That was all Gran could muster up? “Did you not like him?”
“He wasn’t a big believer in Tarot. Humor aside, he was a very practical man. From New England,” she added, as if that explained everything. “I’d been wearing Karen down about the Arcana—until she met him. Before I knew it, your mother was pregnant. Even then, I sensed you were the Empress.”
“He didn’t want us to live up north?”
“David planned to move there.” Her gaze went distant. “To move you—the great Empress—away from her Haven.” That must have gone over well. “In the end, I convinced them not to go.”
......
I opened up the family albums. As I scrolled through them, her eyes appeared dazed, as if she wasn’t seeing the images. Yet then she stared at a large picture of my father.
I said, “I wish I could remember him.”
“David used to carry you around the farm on his shoulders,” she said. “He read to you every night and took you to the river to skip stones. He drove you around to pet every baby animal born in a ten-mile radius. Lambs, kittens, puppies.” She drew a labored breath. “He brought you to the crops and the gardens. Even then, you would pet the bark of an oak and kiss a rose bloom. If the cane was sighing that day, you’d fall asleep in his arms.”

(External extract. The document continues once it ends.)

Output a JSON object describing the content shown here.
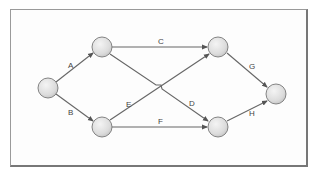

I imagined it all: the sugarcane, the farm, the majestic oaks, the lazy river that always had fish jumping. My roots were there, but I knew I would never go back. Jack’s dream had been to return and rebuild Haven. A dream we’d shared. I would feel like a traitor going home without him. Plus, it’d be too painful. Everything would remind me of the love I’d lost.
“David’s death was so needless,” she said. “Don’t know what he was doing near that cane crusher.”
“David’s death was so needless,” she said. “Don’t know what he was doing near that cane crusher.”
I snapped my gaze to her. “What do you mean? He disappeared on a fishing trip in the Basin.”
She frowned at me. “He did. Of course.”
Chills crept up my spine. Was she lying? Why would she, unless . . .
”
”
Kresley Cole (Arcana Rising (The Arcana Chronicles, #4))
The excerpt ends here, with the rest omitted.